Peak Season Management
- Increase budgets 50–100% as search volume climbs
- Tighten geographic targeting to your most profitable areas
- Shift budget heavily toward emergency campaigns
- Monitor daily — a budget that lasted all day in May may exhaust by noon in July
Off-Season Strategy
Don't turn ads off completely. Maintenance campaigns and replacement campaigns still perform in shoulder months, often at significantly lower CPCs. Keeping some spend active also preserves your conversion history and Quality Score.
Section 7: Real HVAC PPC Benchmarks (2026)
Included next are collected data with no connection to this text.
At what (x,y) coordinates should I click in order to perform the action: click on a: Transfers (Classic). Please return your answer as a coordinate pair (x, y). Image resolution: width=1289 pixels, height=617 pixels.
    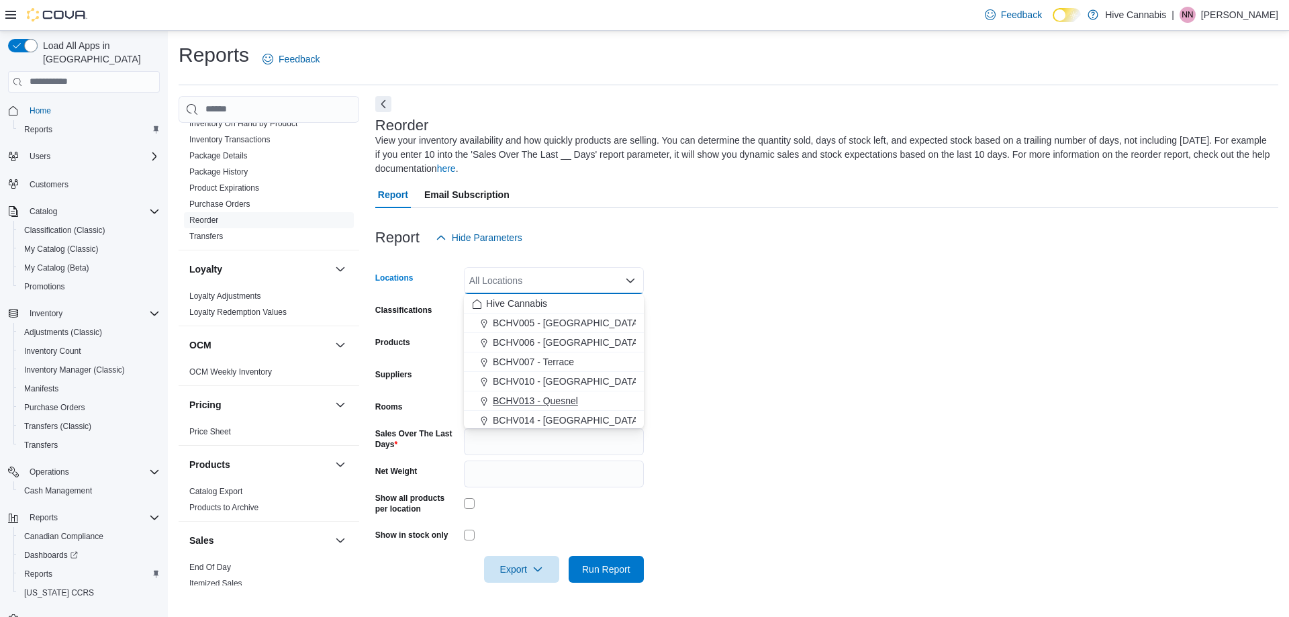
    Looking at the image, I should click on (58, 426).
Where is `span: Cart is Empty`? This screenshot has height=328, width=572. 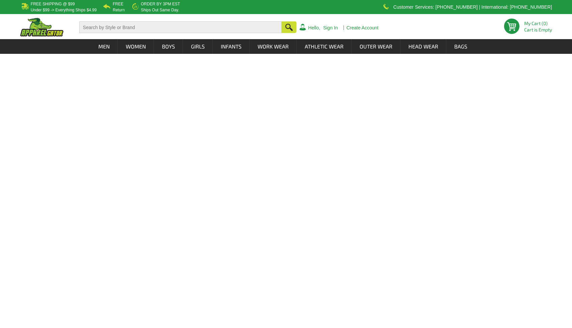 span: Cart is Empty is located at coordinates (538, 30).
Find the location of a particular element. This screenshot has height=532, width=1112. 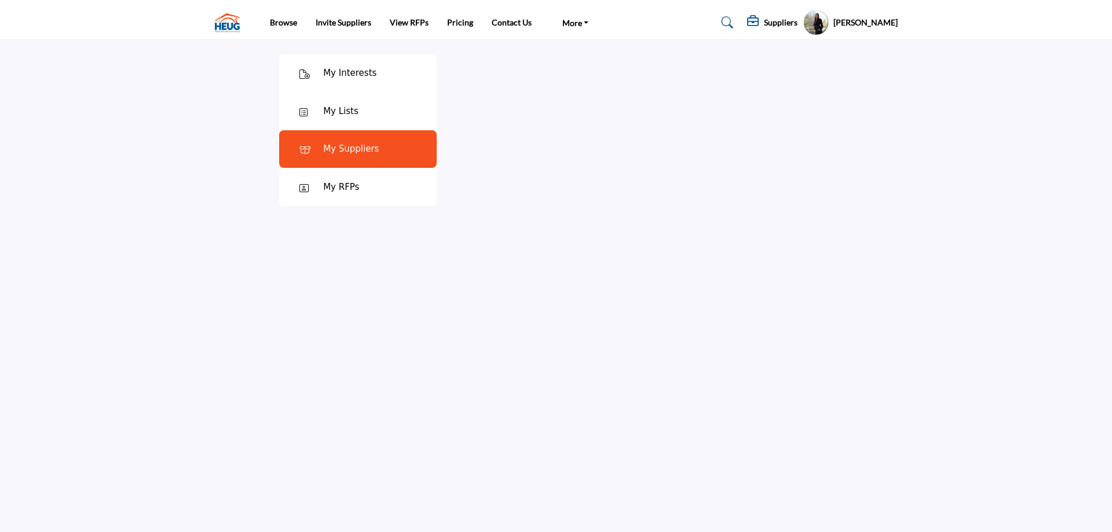

a: View RFPs is located at coordinates (409, 22).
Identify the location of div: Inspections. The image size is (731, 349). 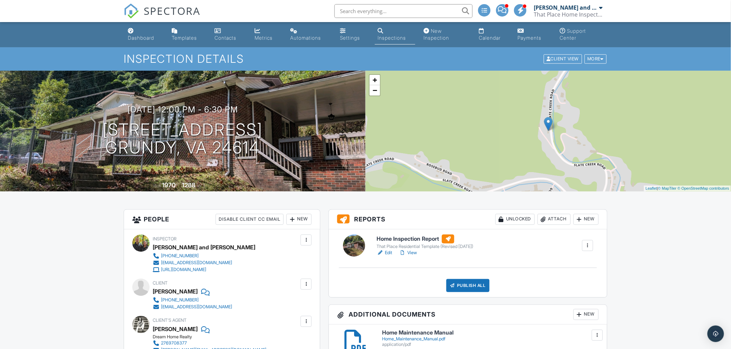
(392, 38).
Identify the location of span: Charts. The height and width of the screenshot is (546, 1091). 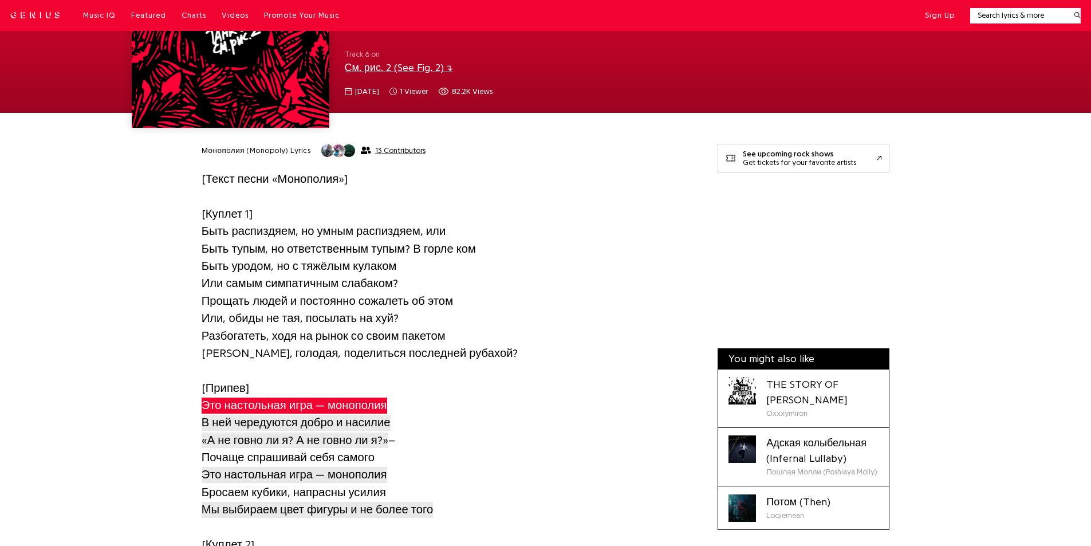
(194, 15).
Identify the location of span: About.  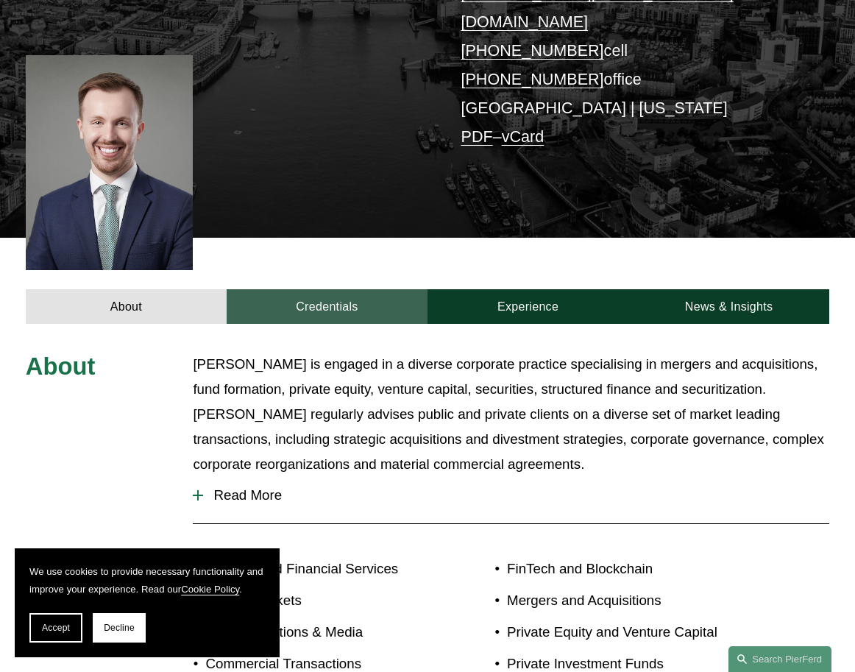
(60, 366).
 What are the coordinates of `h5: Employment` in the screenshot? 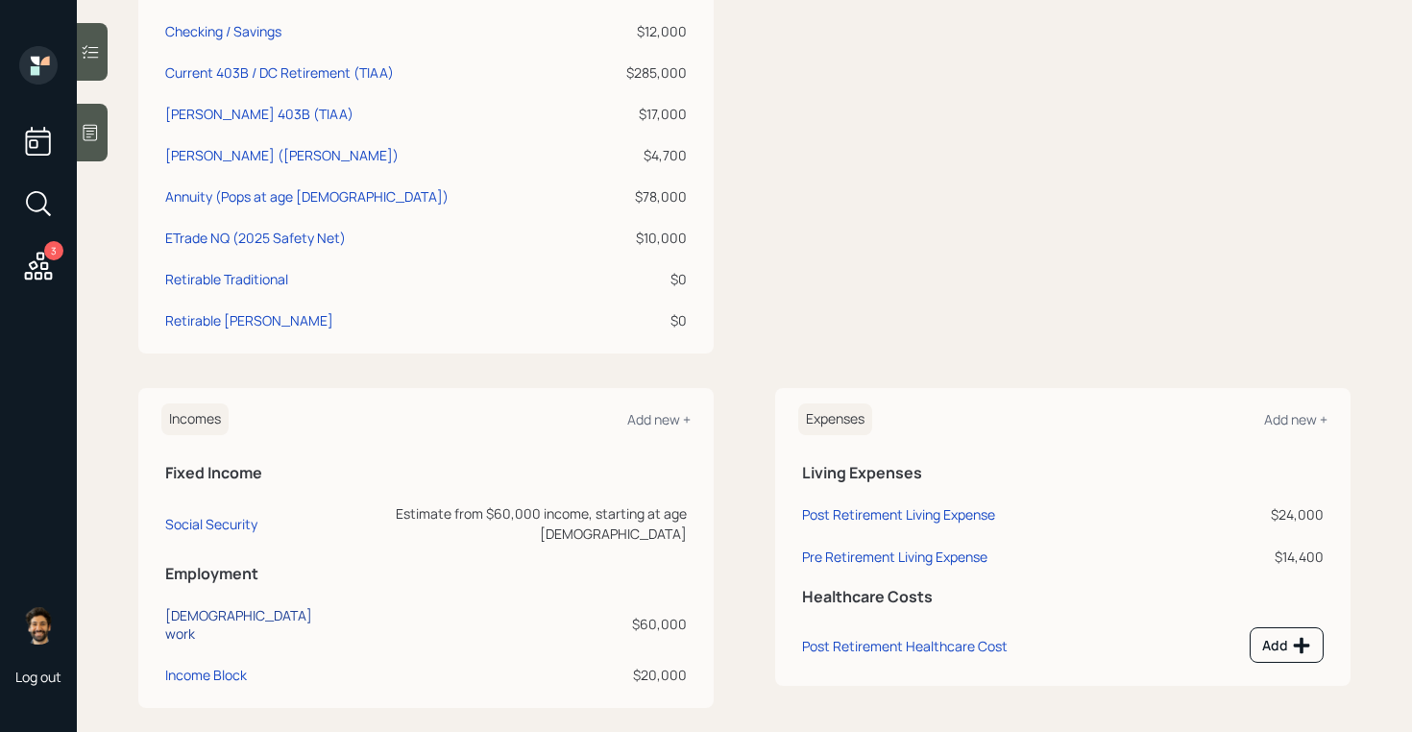 It's located at (426, 574).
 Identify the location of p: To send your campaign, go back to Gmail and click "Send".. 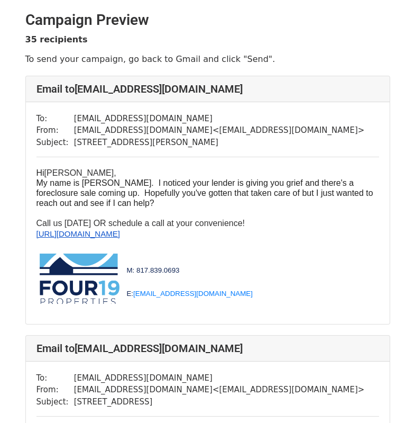
(208, 59).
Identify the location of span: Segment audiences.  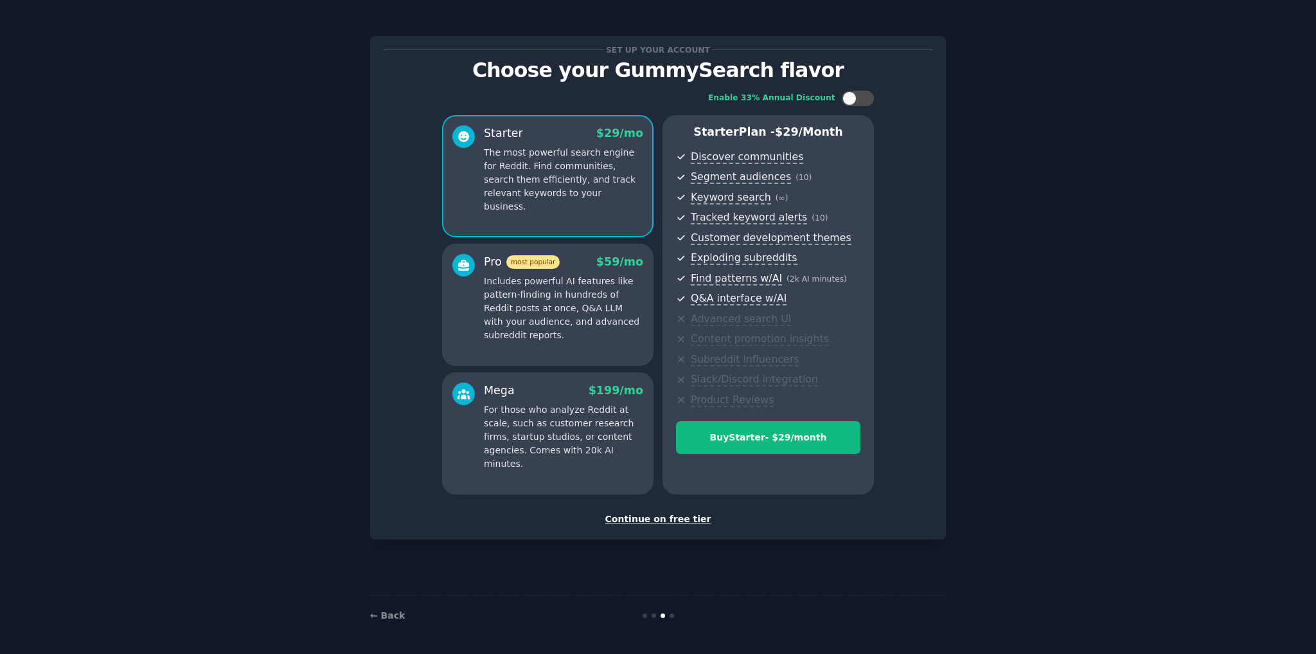
(741, 177).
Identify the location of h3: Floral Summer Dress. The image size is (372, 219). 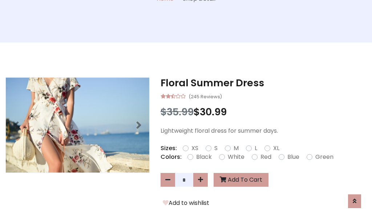
(263, 83).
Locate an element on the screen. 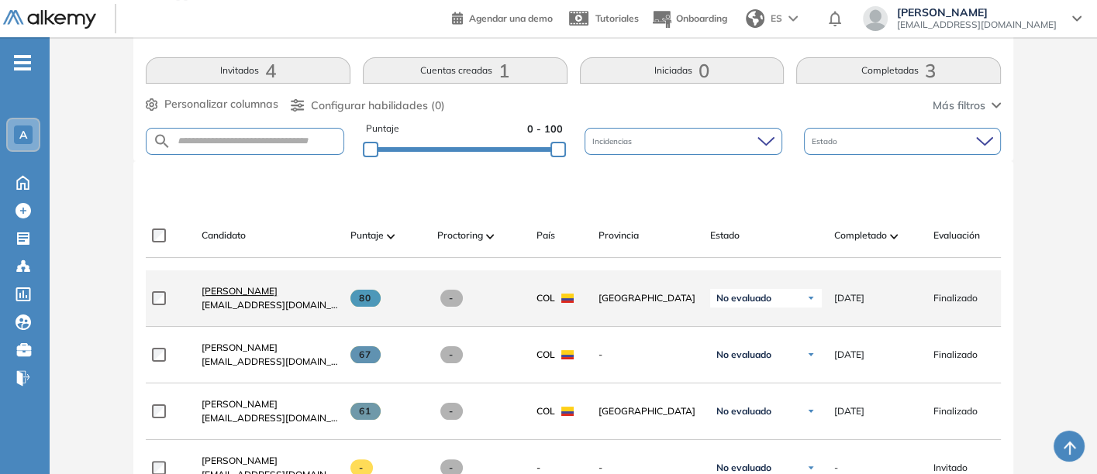 The width and height of the screenshot is (1097, 474). span: Más filtros is located at coordinates (959, 105).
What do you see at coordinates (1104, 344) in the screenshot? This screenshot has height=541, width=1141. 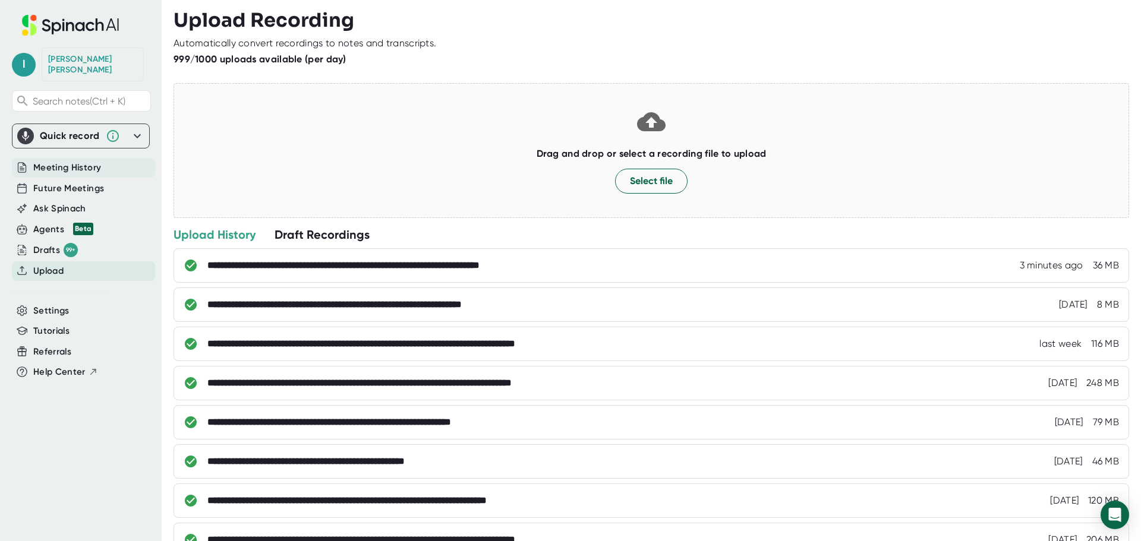 I see `div: 116 MB` at bounding box center [1104, 344].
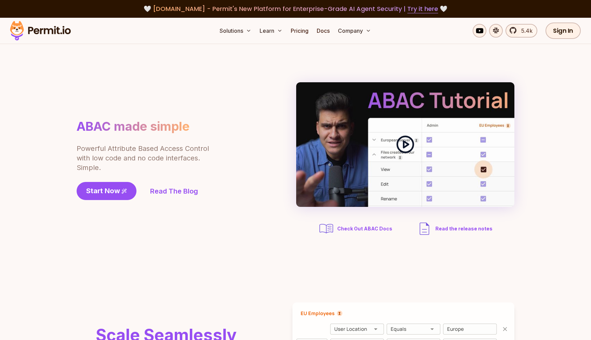 This screenshot has height=340, width=591. Describe the element at coordinates (356, 229) in the screenshot. I see `a: Check Out ABAC Docs` at that location.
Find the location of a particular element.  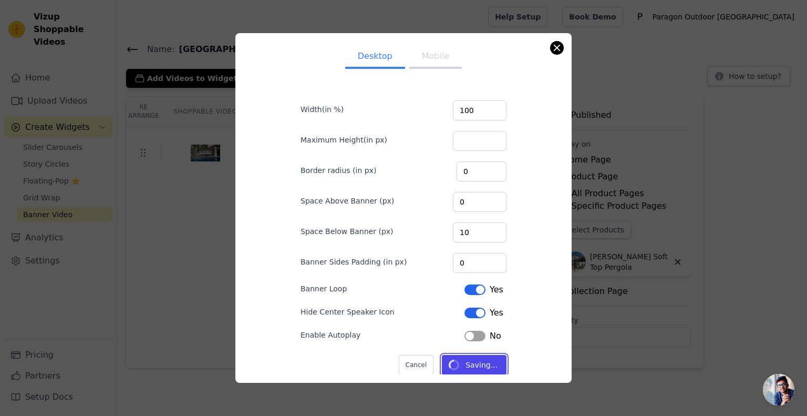

button: Close modal is located at coordinates (557, 48).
| Service Type | Avg. CPC | Avg. CPA (Booked Job) | Avg. Job Revenue |
|---|---|---|---|
| Emergency Repair | $18–$55 | $120–$280 | $300–$1,200 |
| System Replacement | $12–$40 | $150–$350 | $6,000–$15,000 |
| Maintenance/Tune-Up | $6–$20 | $45–$120 | $89–$250 |
These are booked-job CPAs, not "lead" CPAs. The difference matters — a lead that doesn't answer the phone or cancels the appointment isn't worth tracking.
Conclusion
Local HVAC dominance on Google Ads isn't about spending the most — it's about structuring campaigns so every dollar targets the right service, the right geography, and the right time of day. The contractors who follow this framework don't just compete with franchises. They outperform them in their own zip codes.
Ready to dominate your local HVAC market with Google Ads? Book a free PPC audit and we'll map out the exact campaign structure, budget allocation, and keyword strategy for your service area — no fluff, just the numbers.